ML engineers are also finding themselves more involved in the DevOps process. This is not always an easy road, as they have to hit the ground running with model deployment, or even full involvement with the whole software delivery pipeline.

In the DevOps ecosystem, we believe that most developer tools are struggling to genuinely solve for the newfound complexity of CI/CD for AI-powered applications. For the time being, few members of the DevOps ecosystem properly address it. Including us.

Here’s why.

The world of machine learning has evolved relatively separately from that of DevOps, with different practices. But with the rise of large language models, those worlds are colliding. We are now collectively trying to catch up. For the past year, CircleCI has been focused on to bringing ML model builders the same speed, efficiency, and confidence in shipping their work that we were able to provide to software engineers through 10 years + of experimentation with DevOps tooling and best practices.

For us at CircleCI, this new use case meant questioning the core assumption of CI/CD platforms. CI/CD platforms are all focused around the VCS and they all follow a linear flow - of building, testing, releasing and deploying - for each code change committed to the repository.
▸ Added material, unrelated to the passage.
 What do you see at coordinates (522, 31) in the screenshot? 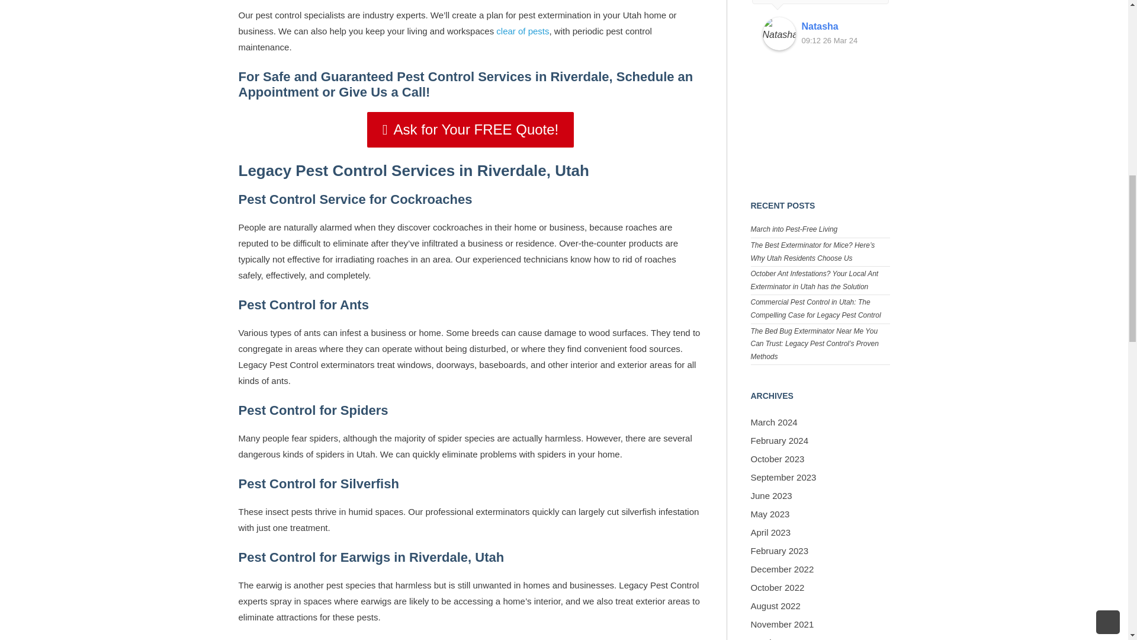
I see `clear of pests` at bounding box center [522, 31].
But AI brings a new paradigm, one where change lives outside of the VCS. Events happening in the dataset or model registry do not result in a commit to the repository, and yet, they impact the application’s behavior. We would consequently want to give ML engineers the same control on testing and deploying the application that developers require for an edit in the codebase. We used to treat models as mostly separate from the application and only used in a few bespoke systems, but now AI is becoming as much a part of the stack as a database.

That's why we started to think of how we should shift our CI/CD platform to better accommodate the builders of AI-enabled applications. We first tried to figure out how to let users of model registries automatically execute a comprehensive set of tests to control the performance of the models and datasets they leverage.
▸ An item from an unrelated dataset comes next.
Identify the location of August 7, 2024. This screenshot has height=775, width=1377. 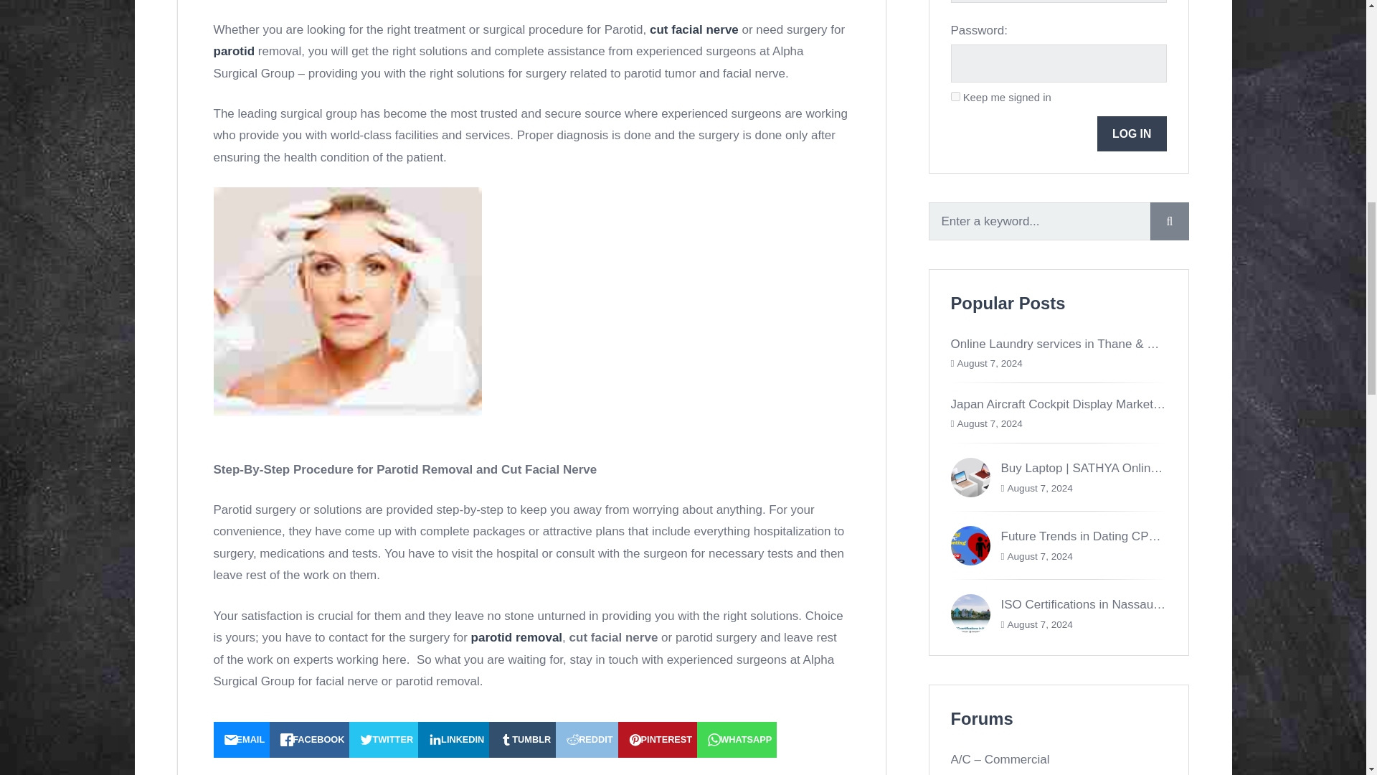
(1039, 488).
This work resulted in designing (newly released) inbound webhooks that can connect the CI pipeline to events happening outside of the VCS. With this release we moved away from the old paradigm, where users would need to trigger their pipeline manually for every change, to a new system, where these changes could automatically trigger a CI workflow.

Since the release of inbound webhooks in December 2023 we monitored usage and immediately saw our users trigger workflows from ML platforms, including - you guessed it - Hugging Face. Indeed, one of the first use cases that surfaced was the need for Hugging Face users to be able to trigger model evaluations anytime a new version of their model is published on the platform.

In 2024, we are focused on accelerating our shift to enable automated and easily scalable integration and deployment for AI models and AI-enabled applications.

If you want to see how to use webhooks with Hugging Face this tutorial will show you how to trigger a pipeline for the update of an image detection model hosted on Hugging Face. These webhooks are available to all CircleCI users who authenticate via GitHub App. Beyond the Hugging Face events you can play with our webhooks and create events that are relevant to your particular workflow and deployment process from any platform including Weights and Biases, Docker Hub, or Replicated.

Once we eliminate the need for manual pipeline triggers and make feedback loops faster, we want to double down on enabling model deployment. The first milestone was our Amazon SageMaker integration and we are working to extend to other platforms.

The rise of AI in software development has brought fresh challenges to CI/CD processes. ML engineers, now integral to cross-team collaboration, face the demand for fast software delivery. However, most CI/CD platforms have not grasped the nuances of AI applications.

We hope that we will support an increasing number of Hugging Face users and we are eager to get feedback regarding these webhooks and all our work to tackle the fresh challenges to CI/CD processes that the rise of AI brings to our world.

As ML teams join the effort on fast software delivery we are committed to continuing to ease the DevOps processes for them.